I also found this in a research paper:
The Milindapañha is a Buddhist philosophical dialogue between King Menander and the otherwise unknown Buddhist monk Nāgasena, who may have been an Indo-Greek monk of Gandhāra. It appears that it was not unusual for Indo-Greeks and Buddhists to engage in philosophical debates, while it has been put forward that several key portions of this Socratic-type dialogue are connected thematically and, to some extent, in their specific language to the twelfth and thirteenth edicts of Aśoka.
Source: When the Greeks Converted the Buddha: Asymmetrical Transfers of Knowledge in Indo-Greek Cultures by Georgios T. Halkias
So at the end of the day, it reads like a quasi-Greek dialogue. No wonder!
By the way, according to Wikipedia, John is only the second or third person besides Rhys Davids to have translated this into English.
It feels like Greek philosophy (which I’m really bad at).
Meander comes from Greek Maiandros , an old name for a winding river in Asia Minorthat is now known as the Menderes . Despite this origin, the word is more commonly used to refer to a person’s wandering course than a river’s.
I don’t think there’s any connection with the word meander and the king Menander. (Unless the king came from the area of Greece where the Maiandros river was and his name is related to that - sounds like a stretch to me.)
Indeed, it started as a thought experiment while we were discussing the sutta and became a spontaneous attempt at humour … if I had to subject myself to the King’s questions I may have felt like we were meandering down a creek!
When does “koci” indicate a question? This was a very good point brought up in the class 7 discussion.

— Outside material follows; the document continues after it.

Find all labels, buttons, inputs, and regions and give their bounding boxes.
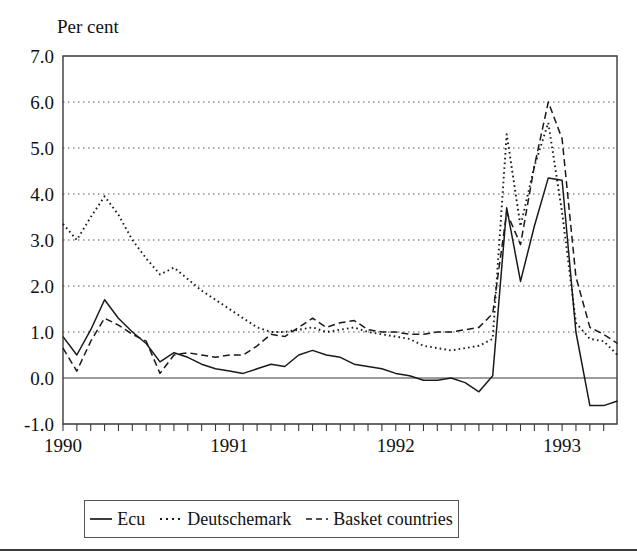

Looking at A Dictionary of Pali, there is koci1: " kāci , kiñci , see svka3" and koci2: " see svko7." The first option does not indicate a question, but, the second option leads to “7ko ind. [S. kva], where? in what?”
Elsewhere there is the definition " ci ind. [S. cid], a particle used after interrogative pronouns and adverbs, making them indefinite".
So apparently Koci can sometimes indicate a question???
“anywhat” is an obsolete word, but based on this dictionary, could we translate atthi koci satto yo imamhā kāyā aññaṃ kāyaṃ saṃkamatîti, as “Is there a being anywhere which transmigrates from this body to another body?”
Not sure about ‘anywhere’?
Perhaps ‘any being’ or ‘some being’?
Literally, I would translate the sentence something like,
‘There is [is there]/ any / being/ that which / from this/ body/ another / body / transmigrates
kinnu khoso, padīpo padīpamhā saṃkamanto? “Is it indeed so, that the lamp would transmigrate from the other lamp?”
Is this an idiomatic use of the pali so , or is so the regular personal pronoun here?